Tuesday, August 25, 2009

A Motto For The School Year

I love this quote. It makes a great mission statement for any school.

"There are only three colors, ten digits, and seven notes: it's what you do with them that's important."
Ruth Ross

Monday, August 24, 2009

Confirmation -- Kids Need Art!

I found this blog entry from another arts organization committed to teaching creativity that confirms what I've been saying for years -- kids start losing their creative expression around age 10. Now, I've contended that kids need art instruction in realism at this point to get over the hump.
Abrakadoodle is having a lot of success doing just that.
http://www.abrakadoodle.com/blog/?p=214

Sunday, August 23, 2009

Back to School -- Ready for a Creative Year

I didn't intend to take the summer off from blogging, but we went from one adventure or endeavor to another. My creative pursuit was building a pocket garden out of our bare patio. You can read my diary blog about this DIY project at http://pitifulgardener.wordpress.com. Here it is time for school to begin and we're still fiddling with the plants. Gardening is one big problem-solving experience, for sure! It's not my favorite thing to do, but when I finally get it right, I do enjoy the results.

At an educator's conference I attended in Chicago, two of the keynote speakers discussed creativity at school. It's a topic hitting the mainstream more and more. Wouldn't it be great if the people directly responsible for giving the green light at the school level could embrace it -- by understanding exactly what creativity is and why we have to teach the skills to develop it? What a revolution!

I spent the month of August preparing to teach in a brand new art room. Though we are in a recession, this private school just completed a fine arts building. It was time to move out of a dark 25-year-old modular -- and if you know anything about art teachers, they've got stuff stashed to the rafters since they can't bear to throw anything out. The new room is a bright space banked with windows overlooking fields and hills. Wow! How could creativity not flourish in such a space? Not only are the students ever so fortunate, but so is this teacher!

The summer art studio for kids -- teaming up with Reptacular Animals and all their kid-friendly critters -- begins tomorrow. That's Monday, August 24. The focus is on giving kids a chance to work on longer projects in different media, inspired by the animals doing the modeling. We're starting off meeting a pile of wriggly snakes -- long and short, pythons and boa constrictors, and several varieties I don't know. First the kids play with the snakes, then make a life-size papier mache snake. This week we'll also make a pond project, featuring frogs and fuzzy ducklings, and a painting of the rainforest featuring live parrots, and even a macaw. This is certainly the most unusual art class in the Los Angeles region...maybe anywhere! Kids get to look closely at a big array of animals. Observation always improves drawing.

Information is stored in our thinking as pictures. Drawing provides direct access to creative thinking. It's the "doing" that helps spark it. Even if you feel you're bad at drawing, do it anyway. It's the simplest, most effective tool at your disposal. It's not the product you're after, but the thinking that results from the activity. If you've got kids in the house, make sure they get to draw every day. Doodles count!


## Action item
Each line of the listing must be transcribed exactly, except for the images, which should be excluded.

## Given data
* * *
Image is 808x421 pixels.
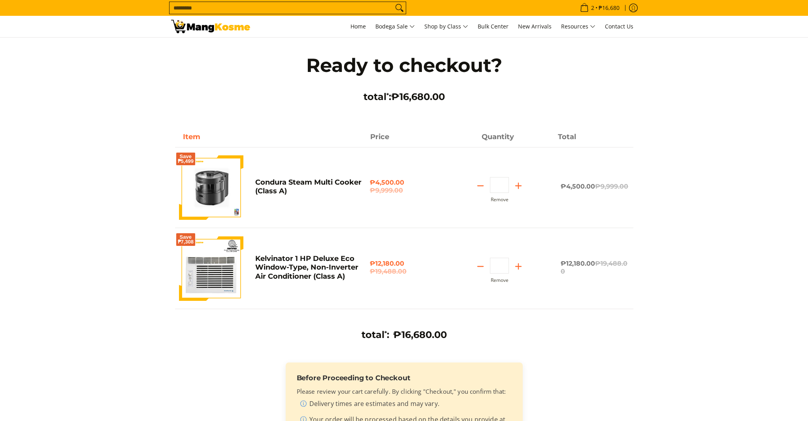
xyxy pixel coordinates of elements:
[361,329,389,340] h3: total :
[605,23,633,30] span: Contact Us
[477,23,508,30] span: Bulk Center
[370,259,438,275] span: ₱12,180.00
[471,260,490,272] button: Subtract
[178,235,194,244] span: Save ₱7,308
[300,398,511,411] li: Delivery times are estimates and may vary.
[289,53,519,77] h1: Ready to checkout?
[393,2,406,14] button: Search
[289,91,519,103] h3: total :
[346,16,370,37] a: Home
[490,277,508,283] button: Remove
[597,5,620,11] span: ₱16,680
[370,178,438,194] span: ₱4,500.00
[590,5,595,11] span: 2
[420,16,472,37] a: Shop by Class
[297,373,511,382] h3: Before Proceeding to Checkout
[179,236,243,300] img: Default Title Kelvinator 1 HP Deluxe Eco Window-Type, Non-Inverter Air Conditioner (Class A)
[424,22,468,32] span: Shop by Class
[255,178,361,195] a: Condura Steam Multi Cooker (Class A)
[518,23,551,30] span: New Arrivals
[171,20,250,33] img: Your Shopping Cart | Mang Kosme
[178,154,194,163] span: Save ₱5,499
[258,16,637,37] nav: Main Menu
[561,22,595,32] span: Resources
[370,267,438,275] del: ₱19,488.00
[391,91,445,102] span: ₱16,680.00
[473,16,512,37] a: Bulk Center
[560,259,627,275] span: ₱12,180.00
[509,179,528,192] button: Add
[471,179,490,192] button: Subtract
[375,22,415,32] span: Bodega Sale
[255,254,358,280] a: Kelvinator 1 HP Deluxe Eco Window-Type, Non-Inverter Air Conditioner (Class A)
[595,182,628,190] del: ₱9,999.00
[601,16,637,37] a: Contact Us
[490,197,508,202] button: Remove
[370,186,438,194] del: ₱9,999.00
[560,182,628,190] span: ₱4,500.00
[560,259,627,275] del: ₱19,488.00
[577,4,622,12] span: •
[393,329,447,340] span: ₱16,680.00
[557,16,599,37] a: Resources
[179,155,243,220] img: Default Title Condura Steam Multi Cooker (Class A)
[371,16,419,37] a: Bodega Sale
[350,23,366,30] span: Home
[514,16,555,37] a: New Arrivals
[509,260,528,272] button: Add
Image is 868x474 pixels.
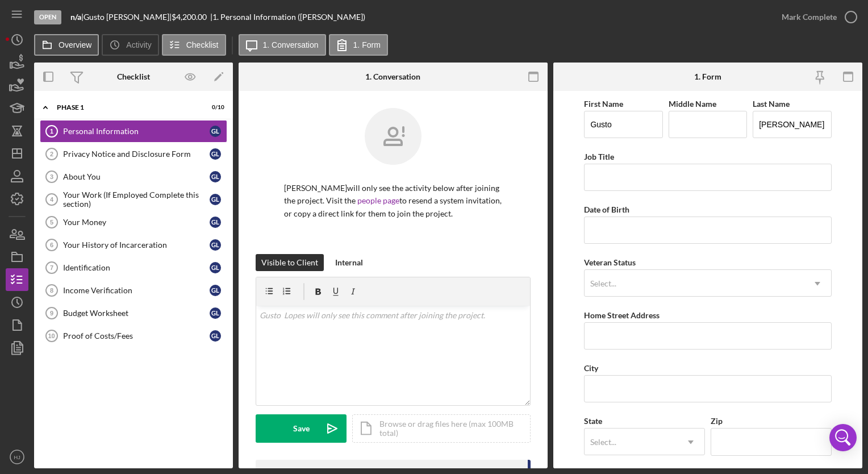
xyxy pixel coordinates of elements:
label: Middle Name [669,99,716,108]
div: 1. Conversation [366,72,420,81]
label: Checklist [186,41,218,49]
div: G L [210,330,221,341]
label: Zip [710,416,722,425]
div: | 1. Personal Information ([PERSON_NAME]) [211,12,366,22]
div: G L [210,217,221,228]
a: 4Your Work (If Employed Complete this section)GL [40,188,227,211]
label: Last Name [753,99,790,108]
label: Date of Birth [584,205,630,214]
div: G L [210,194,221,205]
div: G L [210,126,221,137]
div: Mark Complete [781,6,837,29]
button: Checklist [162,34,226,55]
button: HJ [6,445,29,468]
button: Internal [329,254,369,271]
div: Budget Worksheet [63,308,210,318]
tspan: 3 [50,173,54,180]
text: HJ [14,454,21,460]
label: City [584,363,599,373]
b: n/a [70,12,81,22]
div: Your Work (If Employed Complete this section) [63,191,210,209]
div: G L [210,308,221,319]
div: 1. Form [694,72,722,81]
div: | [70,12,83,22]
div: G L [210,285,221,296]
a: 5Your MoneyGL [40,211,227,234]
div: Open Intercom Messenger [829,424,857,451]
button: Mark Complete [770,6,863,29]
div: Select... [590,279,617,288]
tspan: 7 [50,264,54,271]
div: Open [34,10,62,24]
div: Privacy Notice and Disclosure Form [63,149,210,159]
div: Income Verification [63,286,210,295]
button: 1. Form [329,34,388,55]
div: Checklist [117,72,150,81]
p: [PERSON_NAME] will only see the activity below after joining the project. Visit the to resend a s... [284,182,502,220]
label: First Name [584,99,623,108]
a: 9Budget WorksheetGL [40,302,227,324]
label: Overview [59,41,92,49]
div: Save [293,414,309,443]
a: 1Personal InformationGL [40,120,227,143]
a: 2Privacy Notice and Disclosure FormGL [40,143,227,166]
tspan: 6 [50,242,54,249]
tspan: 4 [50,196,54,203]
div: Identification [63,263,210,272]
div: G L [210,171,221,183]
div: About You [63,172,210,181]
tspan: 2 [50,151,54,158]
a: 6Your History of IncarcerationGL [40,234,227,256]
tspan: 8 [50,287,54,294]
a: 7IdentificationGL [40,256,227,279]
label: 1. Form [353,41,380,49]
div: Internal [335,254,363,271]
button: Save [256,414,347,443]
a: 10Proof of Costs/FeesGL [40,324,227,347]
button: Overview [34,34,99,55]
a: 3About YouGL [40,166,227,188]
div: G L [210,148,221,159]
div: Your History of Incarceration [63,240,210,250]
div: Proof of Costs/Fees [63,331,210,341]
tspan: 9 [50,309,54,316]
div: G L [210,262,221,273]
div: Gusto [PERSON_NAME] | [83,12,172,22]
label: Activity [126,41,151,49]
div: Select... [590,438,617,446]
div: 0 / 10 [204,104,224,111]
div: G L [210,239,221,250]
button: 1. Conversation [238,34,326,55]
div: $4,200.00 [172,12,211,22]
tspan: 5 [50,218,54,225]
label: 1. Conversation [263,41,319,49]
button: Visible to Client [256,254,324,271]
div: Your Money [63,218,210,227]
label: Job Title [584,152,614,161]
button: Activity [101,34,159,55]
div: Visible to Client [262,254,318,271]
div: Phase 1 [57,104,196,111]
label: Home Street Address [584,310,659,320]
tspan: 1 [50,128,54,134]
a: 8Income VerificationGL [40,279,227,302]
div: Personal Information [63,127,210,136]
a: people page [358,196,399,205]
tspan: 10 [48,333,55,340]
* * *
## Answer to this problem
Image is 808x421 pixels.
xyxy pixel coordinates of elements:
[361,329,389,340] h3: total :
[605,23,633,30] span: Contact Us
[477,23,508,30] span: Bulk Center
[370,259,438,275] span: ₱12,180.00
[471,260,490,272] button: Subtract
[178,235,194,244] span: Save ₱7,308
[300,398,511,411] li: Delivery times are estimates and may vary.
[289,53,519,77] h1: Ready to checkout?
[393,2,406,14] button: Search
[289,91,519,103] h3: total :
[346,16,370,37] a: Home
[490,277,508,283] button: Remove
[597,5,620,11] span: ₱16,680
[370,178,438,194] span: ₱4,500.00
[590,5,595,11] span: 2
[420,16,472,37] a: Shop by Class
[297,373,511,382] h3: Before Proceeding to Checkout
[179,236,243,300] img: Default Title Kelvinator 1 HP Deluxe Eco Window-Type, Non-Inverter Air Conditioner (Class A)
[424,22,468,32] span: Shop by Class
[255,178,361,195] a: Condura Steam Multi Cooker (Class A)
[518,23,551,30] span: New Arrivals
[171,20,250,33] img: Your Shopping Cart | Mang Kosme
[178,154,194,163] span: Save ₱5,499
[258,16,637,37] nav: Main Menu
[561,22,595,32] span: Resources
[370,267,438,275] del: ₱19,488.00
[391,91,445,102] span: ₱16,680.00
[473,16,512,37] a: Bulk Center
[560,259,627,275] span: ₱12,180.00
[509,179,528,192] button: Add
[471,179,490,192] button: Subtract
[375,22,415,32] span: Bodega Sale
[255,254,358,280] a: Kelvinator 1 HP Deluxe Eco Window-Type, Non-Inverter Air Conditioner (Class A)
[595,182,628,190] del: ₱9,999.00
[601,16,637,37] a: Contact Us
[490,197,508,202] button: Remove
[370,186,438,194] del: ₱9,999.00
[560,182,628,190] span: ₱4,500.00
[560,259,627,275] del: ₱19,488.00
[577,4,622,12] span: •
[393,329,447,340] span: ₱16,680.00
[557,16,599,37] a: Resources
[179,155,243,220] img: Default Title Condura Steam Multi Cooker (Class A)
[371,16,419,37] a: Bodega Sale
[350,23,366,30] span: Home
[514,16,555,37] a: New Arrivals
[509,260,528,272] button: Add
Image is 868x474 pixels.
xyxy pixel coordinates of elements:
label: Middle Name [669,99,716,108]
div: 1. Conversation [366,72,420,81]
label: Checklist [186,41,218,49]
div: G L [210,330,221,341]
label: Zip [710,416,722,425]
div: | 1. Personal Information ([PERSON_NAME]) [211,12,366,22]
div: G L [210,217,221,228]
a: 4Your Work (If Employed Complete this section)GL [40,188,227,211]
label: Last Name [753,99,790,108]
label: Date of Birth [584,205,630,214]
div: G L [210,194,221,205]
div: G L [210,126,221,137]
div: Mark Complete [781,6,837,29]
button: Checklist [162,34,226,55]
button: HJ [6,445,29,468]
button: Internal [329,254,369,271]
div: Budget Worksheet [63,308,210,318]
tspan: 3 [50,173,54,180]
text: HJ [14,454,21,460]
label: City [584,363,599,373]
b: n/a [70,12,81,22]
div: Your Work (If Employed Complete this section) [63,191,210,209]
div: G L [210,308,221,319]
div: 1. Form [694,72,722,81]
div: | [70,12,83,22]
div: G L [210,285,221,296]
a: 5Your MoneyGL [40,211,227,234]
div: Open Intercom Messenger [829,424,857,451]
button: Mark Complete [770,6,863,29]
div: Select... [590,279,617,288]
tspan: 7 [50,264,54,271]
div: Open [34,10,62,24]
div: Privacy Notice and Disclosure Form [63,149,210,159]
div: Income Verification [63,286,210,295]
button: 1. Form [329,34,388,55]
div: Checklist [117,72,150,81]
p: [PERSON_NAME] will only see the activity below after joining the project. Visit the to resend a s... [284,182,502,220]
label: First Name [584,99,623,108]
a: 9Budget WorksheetGL [40,302,227,324]
label: Overview [59,41,92,49]
div: Save [293,414,309,443]
a: 1Personal InformationGL [40,120,227,143]
a: 2Privacy Notice and Disclosure FormGL [40,143,227,166]
tspan: 6 [50,242,54,249]
tspan: 4 [50,196,54,203]
div: Identification [63,263,210,272]
div: G L [210,171,221,183]
div: About You [63,172,210,181]
tspan: 2 [50,151,54,158]
a: 6Your History of IncarcerationGL [40,234,227,256]
tspan: 8 [50,287,54,294]
a: 7IdentificationGL [40,256,227,279]
label: 1. Form [353,41,380,49]
div: Internal [335,254,363,271]
button: Save [256,414,347,443]
a: 10Proof of Costs/FeesGL [40,324,227,347]
button: Overview [34,34,99,55]
a: 3About YouGL [40,166,227,188]
div: G L [210,148,221,159]
div: Your History of Incarceration [63,240,210,250]
div: Proof of Costs/Fees [63,331,210,341]
tspan: 9 [50,309,54,316]
div: G L [210,262,221,273]
div: Gusto [PERSON_NAME] | [83,12,172,22]
label: Activity [126,41,151,49]
div: Select... [590,438,617,446]
div: 0 / 10 [204,104,224,111]
div: G L [210,239,221,250]
button: 1. Conversation [238,34,326,55]
div: $4,200.00 [172,12,211,22]
tspan: 5 [50,218,54,225]
label: 1. Conversation [263,41,319,49]
button: Visible to Client [256,254,324,271]
div: Your Money [63,218,210,227]
label: Job Title [584,152,614,161]
button: Activity [101,34,159,55]
div: Visible to Client [262,254,318,271]
div: Phase 1 [57,104,196,111]
label: Home Street Address [584,310,659,320]
tspan: 1 [50,128,54,134]
a: 8Income VerificationGL [40,279,227,302]
div: Personal Information [63,127,210,136]
a: people page [358,196,399,205]
tspan: 10 [48,333,55,340]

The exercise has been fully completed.